Patrick O’Flynn Patrick O’Flynn

Never forget the politicians who pushed gender politics

Yvette Cooper (Photo by Ian Forsyth/Getty Images)

The great trans hoax is coming to an end. The idea of thousands of people being ‘trapped’ in the wrong body is an interpretation of gender dysphoria that is increasingly being seen as damaging nonsense. The invasive treatment regimes, particularly for teenagers, carried out by the NHS, are unravelling too. And so is the claim that women don’t need protected spaces, separate from biological males. Giving campaign groups such as Mermaids and Stonewall influence in setting public policy in this area is looking more and more like the terrible mistake that many of us have long argued it was.

It isn’t only Johnson seeking to carry out a rapid repositioning on this stuff in the wake of the damning Cass review

Here is the rub: the facts always pointed quite straightforwardly to gender fluidity ideology being a load of old rubbish, to use the fitting technical term. There is a famous clip of the Labour peer and former test tube baby pioneer Dr Robert Winston setting out the basic science on an episode of BBC Question Time in 2021. ‘I will say this categorically, you cannot change your sex. Your sex is actually there in every cell of your body,’ he declared. A few months earlier, the then Paymaster General Penny Mordaunt had laid out a radically different official government policy in the House of Commons: ‘Trans men are men and trans women are women,’ she told nodding MPs.

The prime minister at the time was Boris Johnson. He was content for the vast resources of the British state to be deployed in the service of Ms Mordaunt’s ridiculous statement, with the implementation of preferred pronouns and severe penalties for ‘misgendering’ unleashed across the public realm. 

Yet now Johnson is pronouncing himself a fan of JK Rowling, the queen of the gender critical feminists, who he praised as a ‘modern saint’ who ‘says what 95 per cent of the public secretly think’. Perhaps it is just me, but wouldn’t you have thought that a man who was the prime minister and who apparently always understood the trans contagion to be damaging nonsense might have spoken up and done something about it while holding the levers of power? Instead, Johnson went to a Stonewall fringe at the Tory conference to support his beloved other half Carrie as she praised him for leading a government that had pledged to ban conversion therapy.

It isn’t only Johnson seeking to carry out a rapid repositioning on this stuff in the wake of the damning Cass review. So are scores of MPs who at best kept schtum and at worst joined in when the trans witch-hunters were persecuting Rowling and flinging accusations of ‘transphobia’ at anyone who objected to male transsexuals being invited into women’s sport and spaces. Shadow home secretary Yvette Cooper is another of those rapidly shifting her position, now saying she welcomes the Cass review and thinks children were ‘badly let down’ by being encouraged down a clinical pathway. A couple of years back she was dodging basic questions as to what a woman was, saying: ‘I’m avoiding going down this rabbit hole.’

While Cooper was busy playing dodgeball, her colleague Rosie Duffield was being turned into a pariah on the Labour benches over her implacable opposition to women’s spaces being opened up to biological males. At one point Duffield was moved to complain: ‘Neither the Labour party or either the former or current leader or the whips’ office have done anything to offer me any support.’

In one disgraceful incident, the left-wing Labour MP Lloyd Russell-Moyle unleashed a furious rant against the Tory Miriam Cates over a speech in which she questioned proposed Scottish gender legislation. At one point he even physically moved to a bench on the Tory side of the Commons, in an apparent bid to intimidate her. In that same debate Duffield was shouted down by MPs on her own side, including the former cabinet minister Ben Bradshaw. 

It hasn’t only been Labour MPs seeking to enforce the uniform acceptance of radical trans ideology. The last few years have, for example, seen a series of clashes between the nominally Conservative Caroline Nokes who chairs the Women and Equalities select committee and the Equalities Minister Kemi Badenoch. Thank goodness for Badenoch’s unflinching defence of biology and resistance to the demands of the various trans lobby groups and their parliamentary helpers.

As Mordaunt prepares her next Tory leadership campaign and Keir Starmer, who declared that it ‘shouldn’t be said’ that only a woman can have a cervix, gets ready for Downing Street, we are entitled to view their suitability for leadership roles with great scepticism. No professional politician who went along with the anti-scientific gender woo-woo is worthy of a leading place in public life. For they must be beset either by stupidity, cowardice or a combination of the two. The best response to anyone who told us that a man was a woman is to never trust anything they say again.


* **WHAT YOU WILL DO**: In the entries that follow, find the word "hatch" and report each line it is on.

* **DATA**:
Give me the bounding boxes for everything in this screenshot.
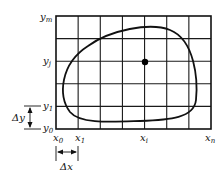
grid-diagram: ym yj y1 y0 x0 x1 xi xn Δy Δx bbox=[0, 0, 222, 176]
arrow-right-icon bbox=[71, 150, 77, 155]
arrow-down-icon bbox=[28, 122, 33, 128]
arrow-left-icon bbox=[57, 150, 63, 155]
label-delta-x: Δx bbox=[59, 161, 73, 172]
label-ym: ym bbox=[39, 11, 53, 24]
label-y0: y0 bbox=[42, 122, 54, 135]
grid-point bbox=[142, 59, 148, 65]
label-xi: xi bbox=[140, 132, 148, 145]
label-xn: xn bbox=[205, 132, 216, 145]
arrow-up-icon bbox=[28, 107, 33, 113]
label-x1: x1 bbox=[75, 132, 85, 145]
label-y1: y1 bbox=[42, 100, 53, 113]
closed-curve bbox=[63, 27, 196, 122]
label-x0: x0 bbox=[53, 132, 64, 145]
label-yj: yj bbox=[42, 55, 52, 68]
label-delta-y: Δy bbox=[11, 112, 25, 123]
delta-x-dimension: Δx bbox=[56, 146, 78, 172]
delta-y-dimension: Δy bbox=[11, 106, 41, 129]
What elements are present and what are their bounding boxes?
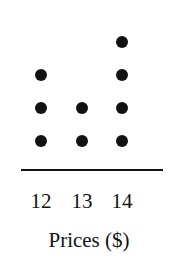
data-dot bbox=[76, 135, 88, 147]
data-dot bbox=[35, 102, 47, 114]
plot-area bbox=[0, 0, 178, 172]
x-tick-label-12: 12 bbox=[21, 188, 61, 214]
data-dot bbox=[35, 135, 47, 147]
x-axis-tick-labels: 12 13 14 bbox=[0, 188, 178, 216]
data-dot bbox=[116, 36, 128, 48]
data-dot bbox=[35, 69, 47, 81]
x-axis-title: Prices ($) bbox=[0, 226, 178, 254]
x-axis-line bbox=[21, 169, 163, 171]
x-tick-label-13: 13 bbox=[62, 188, 102, 214]
data-dot bbox=[76, 102, 88, 114]
data-dot bbox=[116, 135, 128, 147]
data-dot bbox=[116, 69, 128, 81]
data-dot bbox=[116, 102, 128, 114]
dot-plot-figure: 12 13 14 Prices ($) bbox=[0, 0, 178, 260]
x-tick-label-14: 14 bbox=[102, 188, 142, 214]
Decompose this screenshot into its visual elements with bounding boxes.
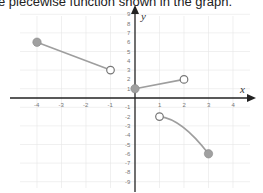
- y-tick-label: -3: [125, 123, 131, 129]
- y-tick-label: -1: [125, 104, 131, 110]
- y-axis-arrow-icon: [131, 5, 139, 14]
- y-tick-label: 2: [127, 76, 131, 82]
- x-tick-label: -4: [34, 102, 40, 108]
- y-tick-label: -7: [125, 160, 131, 166]
- y-tick-label: 4: [127, 58, 131, 64]
- open-point-marker: [156, 113, 164, 121]
- piecewise-graph: xy-4-3-2-11234-9-8-7-6-5-4-3-2-112345678…: [0, 0, 263, 193]
- closed-point-marker: [131, 85, 139, 93]
- x-tick-label: -3: [59, 102, 65, 108]
- y-tick-label: -5: [125, 142, 131, 148]
- y-tick-label: 6: [127, 39, 131, 45]
- x-tick-label: -2: [83, 102, 89, 108]
- y-tick-label: -9: [125, 179, 131, 185]
- x-tick-label: -1: [108, 102, 114, 108]
- x-axis-label: x: [239, 83, 245, 95]
- closed-point-marker: [33, 38, 41, 46]
- y-tick-label: 8: [127, 21, 131, 27]
- y-tick-label: -4: [125, 132, 131, 138]
- y-tick-label: -8: [125, 169, 131, 175]
- open-point-marker: [180, 76, 188, 84]
- open-point-marker: [107, 66, 115, 74]
- y-axis-label: y: [140, 10, 146, 22]
- closed-point-marker: [204, 150, 212, 158]
- y-tick-label: -2: [125, 114, 131, 120]
- x-axis-arrow-icon: [247, 94, 256, 102]
- graph-segment: [37, 42, 111, 70]
- y-tick-label: -6: [125, 151, 131, 157]
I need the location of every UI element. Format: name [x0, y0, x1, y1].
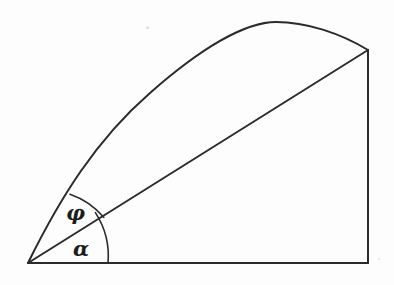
angle-label-phi: φ: [66, 202, 85, 223]
scan-speck: [146, 26, 149, 29]
trajectory-curve: [28, 22, 368, 263]
scan-speck: [378, 258, 380, 260]
diagram-svg: [0, 0, 394, 285]
angle-label-alpha: α: [73, 238, 89, 259]
diagram-canvas: φ α: [0, 0, 394, 285]
chord-line: [28, 50, 368, 263]
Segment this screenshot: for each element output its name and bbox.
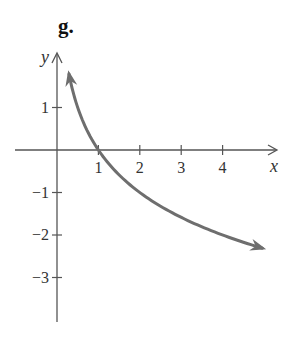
y-axis-label: y [39,47,49,67]
x-tick-label: 2 [136,159,144,176]
x-tick-label: 4 [219,159,227,176]
chart-plot: xy 12341−1−2−3 [0,0,292,340]
x-axis-label: x [269,156,278,176]
y-tick-label: −3 [32,269,49,286]
y-tick-label: −1 [32,184,49,201]
ticks: 12341−1−2−3 [32,99,227,286]
y-tick-label: −2 [32,226,49,243]
axes: xy [15,47,278,322]
x-tick-label: 3 [177,159,185,176]
x-tick-label: 1 [94,159,102,176]
y-tick-label: 1 [41,99,49,116]
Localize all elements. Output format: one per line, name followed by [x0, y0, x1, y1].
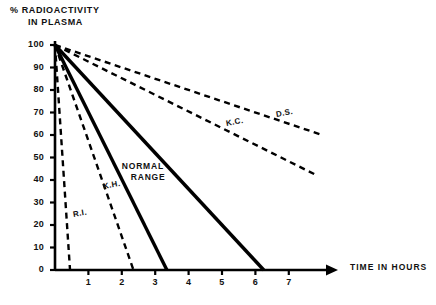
y-axis-tick-label: 60: [18, 129, 44, 139]
x-axis-tick-label: 5: [214, 277, 230, 287]
chart-axes: [55, 41, 338, 276]
x-axis-tick-label: 2: [114, 277, 130, 287]
y-axis-tick-label: 0: [18, 264, 44, 274]
chart-series-lines: [55, 45, 322, 270]
series-label-ri: R.I.: [72, 206, 88, 219]
y-axis-tick-label: 80: [18, 84, 44, 94]
x-axis-tick-label: 7: [281, 277, 297, 287]
x-axis-tick-label: 1: [80, 277, 96, 287]
y-axis-tick-label: 40: [18, 174, 44, 184]
series-line-normal range: [55, 45, 167, 270]
y-axis-tick-label: 100: [18, 39, 44, 49]
series-label-kh: K.H.: [102, 177, 121, 191]
series-label-normal-range: NORMALRANGE: [122, 161, 166, 183]
y-axis-tick-label: 50: [18, 152, 44, 162]
normal-range-line1: NORMAL: [122, 161, 164, 171]
x-axis-tick-label: 3: [147, 277, 163, 287]
y-axis-tick-label: 30: [18, 197, 44, 207]
y-axis-tick-label: 20: [18, 219, 44, 229]
y-axis-tick-label: 10: [18, 242, 44, 252]
x-axis-tick-label: 6: [247, 277, 263, 287]
chart-plot-area: [0, 0, 436, 305]
x-axis-arrowhead: [326, 265, 338, 276]
series-line-: [55, 45, 264, 270]
normal-range-line2: RANGE: [122, 172, 166, 183]
y-axis-tick-label: 90: [18, 62, 44, 72]
x-axis-tick-label: 4: [181, 277, 197, 287]
chart-figure: % RADIOACTIVITYIN PLASMA TIME IN HOURS 0…: [0, 0, 436, 305]
series-label-ds: D.S.: [275, 106, 294, 120]
y-axis-tick-label: 70: [18, 107, 44, 117]
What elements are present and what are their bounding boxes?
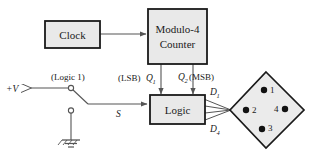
q2-suffix: (MSB) — [189, 72, 214, 82]
led-dot-1[interactable] — [261, 87, 267, 93]
led-label-3: 3 — [268, 123, 273, 133]
led-dot-3[interactable] — [259, 126, 265, 132]
diamond-outline — [230, 72, 304, 148]
switch-contact-ground[interactable] — [68, 108, 73, 113]
q1-prefix: (LSB) — [118, 73, 141, 83]
led-dot-4[interactable] — [282, 106, 288, 112]
ground-hatch-1 — [58, 140, 62, 145]
logic-level-label: (Logic 1) — [51, 72, 85, 82]
ground-hatch-4 — [73, 140, 77, 145]
switch-lever[interactable] — [72, 89, 89, 105]
led-label-4: 4 — [274, 104, 279, 114]
block-logic: Logic — [150, 95, 205, 124]
ground-hatch-3 — [68, 140, 72, 145]
led-dot-2[interactable] — [243, 107, 249, 113]
label-d4: D 4 — [209, 124, 221, 136]
block-counter: Modulo-4 Counter — [148, 9, 207, 64]
ground-hatch-2 — [63, 140, 67, 145]
switch-signal-label: S — [116, 109, 121, 119]
label-q2: Q 2 (MSB) — [178, 72, 214, 84]
logic-label: Logic — [165, 104, 191, 116]
label-q1: (LSB) Q 1 — [118, 73, 156, 85]
diagram-canvas: Clock Modulo-4 Counter Logic 1 2 4 3 — [0, 0, 312, 166]
led-diamond-display[interactable]: 1 2 4 3 — [230, 72, 304, 148]
d1-subscript: 1 — [217, 92, 220, 99]
counter-label-line2: Counter — [160, 38, 196, 50]
q1-subscript: 1 — [153, 78, 156, 85]
switch-contact-supply[interactable] — [68, 85, 73, 90]
block-clock: Clock — [45, 21, 100, 48]
label-d1: D 1 — [209, 87, 220, 99]
q2-subscript: 2 — [185, 77, 189, 84]
led-label-1: 1 — [270, 85, 275, 95]
led-label-2: 2 — [252, 105, 257, 115]
counter-label-line1: Modulo-4 — [156, 23, 201, 35]
circuit-diagram: Clock Modulo-4 Counter Logic 1 2 4 3 — [0, 0, 312, 166]
supply-label: +V — [6, 84, 19, 94]
clock-label: Clock — [59, 29, 86, 41]
counter-box — [148, 9, 207, 64]
d4-subscript: 4 — [217, 129, 221, 136]
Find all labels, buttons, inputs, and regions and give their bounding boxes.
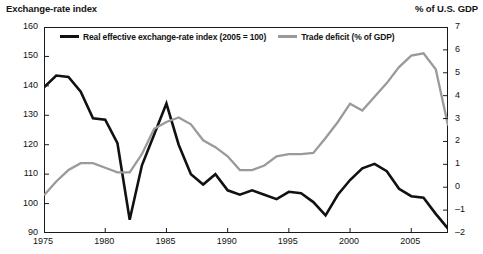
x-tick-label: 1985 (155, 236, 175, 246)
y-right-tick-label: 2 (455, 135, 483, 145)
y-right-tick-label: –1 (455, 204, 483, 214)
y-left-tick-label: 160 (8, 21, 38, 31)
y-left-tick-label: 110 (8, 168, 38, 178)
x-tick-label: 1980 (94, 236, 114, 246)
y-right-tick-label: 4 (455, 90, 483, 100)
y-right-tick-label: 6 (455, 44, 483, 54)
y-left-tick-label: 150 (8, 50, 38, 60)
y-right-tick-label: 7 (455, 21, 483, 31)
y-right-tick-label: 5 (455, 67, 483, 77)
y-left-tick-label: 130 (8, 109, 38, 119)
x-tick-label: 1995 (278, 236, 298, 246)
plot-area (44, 27, 448, 233)
y-left-tick-label: 140 (8, 80, 38, 90)
right-axis-title: % of U.S. GDP (415, 3, 478, 14)
left-axis-title: Exchange-rate index (6, 3, 97, 14)
y-right-tick-label: –2 (455, 227, 483, 237)
y-left-tick-label: 120 (8, 139, 38, 149)
exchange-rate-line (44, 76, 448, 229)
x-tick-label: 2000 (339, 236, 359, 246)
y-right-tick-label: 0 (455, 181, 483, 191)
x-tick-label: 2005 (400, 236, 420, 246)
y-right-tick-label: 1 (455, 158, 483, 168)
y-right-tick-label: 3 (455, 113, 483, 123)
chart-figure: Exchange-rate index % of U.S. GDP Real e… (0, 0, 483, 254)
x-tick-label: 1975 (33, 236, 53, 246)
chart-lines (44, 27, 448, 233)
x-tick-label: 1990 (217, 236, 237, 246)
y-left-tick-label: 100 (8, 198, 38, 208)
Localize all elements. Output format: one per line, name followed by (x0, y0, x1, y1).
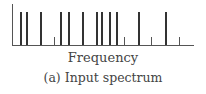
spectral-line (68, 12, 70, 45)
y-axis (12, 4, 13, 46)
spectral-line (101, 12, 103, 45)
spectral-line (96, 12, 98, 45)
spectral-line (26, 12, 28, 45)
spectral-line (54, 37, 55, 45)
spectral-line (116, 12, 118, 45)
spectral-line (124, 37, 125, 45)
spectral-line (151, 37, 152, 45)
spectral-line (165, 12, 167, 45)
spectral-line (20, 12, 22, 45)
spectral-line (82, 12, 84, 45)
spectral-line (109, 12, 111, 45)
spectral-line (60, 12, 62, 45)
x-axis-label: Frequency (0, 50, 206, 65)
spectral-line (40, 12, 42, 45)
spectral-line (138, 12, 140, 45)
figure-caption: (a) Input spectrum (0, 70, 206, 85)
spectrum-plot (0, 0, 206, 50)
x-axis (12, 45, 194, 46)
spectral-line (179, 37, 180, 45)
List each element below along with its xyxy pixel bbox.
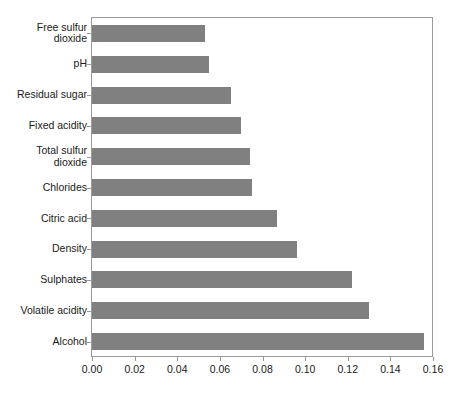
- x-axis-tick-label: 0.02: [115, 363, 155, 376]
- y-axis-tick: [87, 95, 91, 96]
- bar: [92, 87, 231, 104]
- x-axis-tick: [92, 357, 93, 361]
- bar: [92, 25, 205, 42]
- bars-layer: [92, 18, 433, 357]
- bar: [92, 271, 352, 288]
- y-axis-tick: [87, 157, 91, 158]
- y-axis-label: Citric acid: [0, 213, 87, 225]
- x-axis-tick-label: 0.06: [200, 363, 240, 376]
- y-axis-label: Free sulfur dioxide: [0, 22, 87, 45]
- y-axis-label: Alcohol: [0, 336, 87, 348]
- x-axis-tick-label: 0.04: [157, 363, 197, 376]
- y-axis-tick: [87, 280, 91, 281]
- y-axis-tick: [87, 249, 91, 250]
- y-axis-tick: [87, 126, 91, 127]
- x-axis-tick-label: 0.14: [370, 363, 410, 376]
- x-axis-tick: [135, 357, 136, 361]
- y-axis-tick: [87, 311, 91, 312]
- x-axis-tick-label: 0.12: [328, 363, 368, 376]
- x-axis-tick: [348, 357, 349, 361]
- y-axis-tick: [87, 188, 91, 189]
- bar: [92, 241, 297, 258]
- bar: [92, 117, 241, 134]
- x-axis-tick-label: 0.08: [243, 363, 283, 376]
- y-axis-label: Residual sugar: [0, 89, 87, 101]
- y-axis-label: Density: [0, 243, 87, 255]
- y-axis-label: Total sulfur dioxide: [0, 145, 87, 168]
- x-axis-tick-label: 0.16: [413, 363, 451, 376]
- y-axis-label: pH: [0, 58, 87, 70]
- x-axis-tick: [390, 357, 391, 361]
- x-axis-tick: [220, 357, 221, 361]
- bar: [92, 333, 424, 350]
- bar: [92, 179, 252, 196]
- bar: [92, 302, 369, 319]
- x-axis-tick: [305, 357, 306, 361]
- y-axis-label: Fixed acidity: [0, 120, 87, 132]
- x-axis-tick: [263, 357, 264, 361]
- y-axis-label: Volatile acidity: [0, 305, 87, 317]
- bar: [92, 148, 250, 165]
- y-axis-label: Chlorides: [0, 182, 87, 194]
- y-axis-tick: [87, 218, 91, 219]
- y-axis-tick: [87, 33, 91, 34]
- y-axis-tick: [87, 342, 91, 343]
- x-axis-tick-label: 0.10: [285, 363, 325, 376]
- y-axis-tick: [87, 64, 91, 65]
- x-axis-tick-label: 0.00: [72, 363, 112, 376]
- x-axis-tick: [177, 357, 178, 361]
- y-axis-label: Sulphates: [0, 274, 87, 286]
- x-axis-tick: [433, 357, 434, 361]
- bar: [92, 210, 277, 227]
- bar: [92, 56, 209, 73]
- y-axis-category-labels: Free sulfur dioxidepHResidual sugarFixed…: [0, 18, 87, 357]
- feature-importance-bar-chart: Free sulfur dioxidepHResidual sugarFixed…: [0, 0, 451, 398]
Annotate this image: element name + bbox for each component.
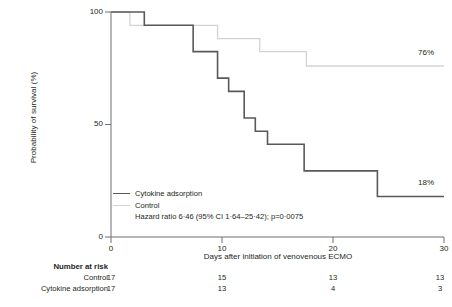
risk-value-cytokine-day0: 17	[99, 284, 123, 293]
survival-curve-cytokine-adsorption	[111, 12, 444, 197]
y-axis-title: Probability of survival (%)	[29, 38, 38, 198]
risk-value-control-day10: 15	[210, 273, 234, 282]
risk-value-cytokine-day20: 4	[321, 284, 345, 293]
risk-row-label-cytokine-adsorption: Cytokine adsorption	[0, 284, 108, 293]
control-endpoint-label: 76%	[418, 48, 434, 57]
risk-row-label-control: Control	[0, 273, 108, 282]
kaplan-meier-survival-chart: Probability of survival (%) 100 50 0 0 1…	[0, 0, 452, 307]
y-tick-label-0: 0	[77, 232, 103, 241]
survival-curve-control	[111, 12, 444, 66]
risk-value-control-day0: 17	[99, 273, 123, 282]
legend-entry-control: Control	[113, 200, 303, 212]
risk-value-control-day20: 13	[321, 273, 345, 282]
cytokine-endpoint-label: 18%	[418, 178, 434, 187]
legend-entry-hazard-ratio: Hazard ratio 6·46 (95% CI 1·64–25·42); p…	[113, 211, 303, 223]
risk-value-cytokine-day30: 3	[428, 284, 452, 293]
chart-legend: Cytokine adsorption Control Hazard ratio…	[113, 188, 303, 223]
risk-value-cytokine-day10: 13	[210, 284, 234, 293]
legend-label-cytokine-adsorption: Cytokine adsorption	[135, 188, 202, 200]
y-tick-label-50: 50	[77, 119, 103, 128]
legend-label-control: Control	[135, 200, 159, 212]
y-tick-label-100: 100	[77, 7, 103, 16]
legend-entry-cytokine-adsorption: Cytokine adsorption	[113, 188, 303, 200]
legend-line-swatch-cytokine-icon	[113, 193, 130, 194]
x-axis-title: Days after initiation of venovenous ECMO	[111, 252, 445, 261]
number-at-risk-title: Number at risk	[0, 262, 108, 271]
legend-line-swatch-control-icon	[113, 205, 130, 206]
risk-value-control-day30: 13	[428, 273, 452, 282]
hazard-ratio-annotation: Hazard ratio 6·46 (95% CI 1·64–25·42); p…	[135, 211, 303, 223]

* **WRITTEN SOLUTION**:
ground-hatch-1 — [58, 140, 62, 145]
ground-hatch-4 — [73, 140, 77, 145]
ground-hatch-3 — [68, 140, 72, 145]
ground-hatch-2 — [63, 140, 67, 145]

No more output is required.